CMS Reminds States EPSDT Requirement Includes Behavioral Health, Offers Specific Strategies

Medicaid’s pediatric benefit, Early and Periodic Screening Diagnostic and Treatment (EPSDT), is getting more attention from federal officials. As part of its child health-focused release yesterday, CMS released a new Informational Bulletin reiterating EPSDT’s requirement to cover screenings and medically necessary treatment for children’s behavioral health, mental health and substance use disorders. The timing is critical going into another school year, as CMS’s data show declining access to mental health services for children after the onset of the pandemic.

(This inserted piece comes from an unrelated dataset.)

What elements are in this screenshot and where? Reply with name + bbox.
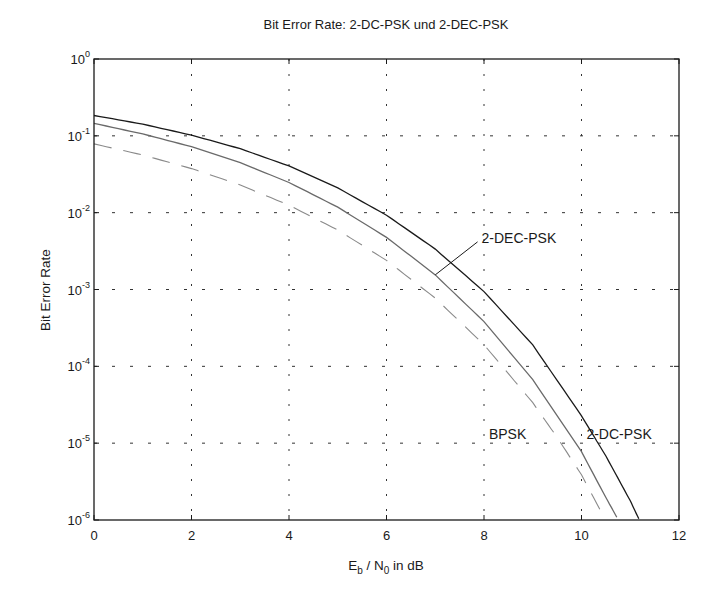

Say Ahhh! readers know that while EPSDT is the definitive standard for pediatric benefits, the promise has not lived up to its full potential. This bulletin provides strategies and concrete examples encouraging states to:

  1. Improve prevention, early identification, and engagement in treatment, through strategies such as removing a diagnosis requirement to access treatment, paying for behavioral health services in primary care, or using age-appropriate diagnostic criteria, such as the DC:0-5 for young children (more on this in a later blog!).
  2. Increase access to treatment across the continuum of care, beyond screening to care coordination, crisis response and recovery services, telehealth, in-home and wrap-around services based on identified need to “ensure that individual children get the health care they need in the right place when they need it.” (p. 7)
  3. Expand provider capacity by recognizing new provider types, such as schools or community health workers, providing behavioral health training to primary care and emergency providers, removing barriers to provider enrollment and, of course, raising reimbursement rates.
  4. Increase integration of behavioral health and primary care, through new delivery models to center mental health in primary care, joining the pediatric mental health access program, and enhancing reimbursement for integrated care.

This guidance goes hand in hand with the draft core set reporting rule and a second bulletin on school-based services. But these appear to be merely the beginning of CMS’s work on EPSDT. The Safer Communities Act passed earlier this summer calls on HHS to review state EPSDT implementation and provides some additional resources to do so. We are thrilled to see CMS start to set expectations and highlight the ways states can start to prioritize children’s behavioral health before the more in-depth reviews begin.

Elisabeth Wright Burak is a Senior Fellow at the Georgetown University McCourt School of Public Policy’s Center for Children and Families.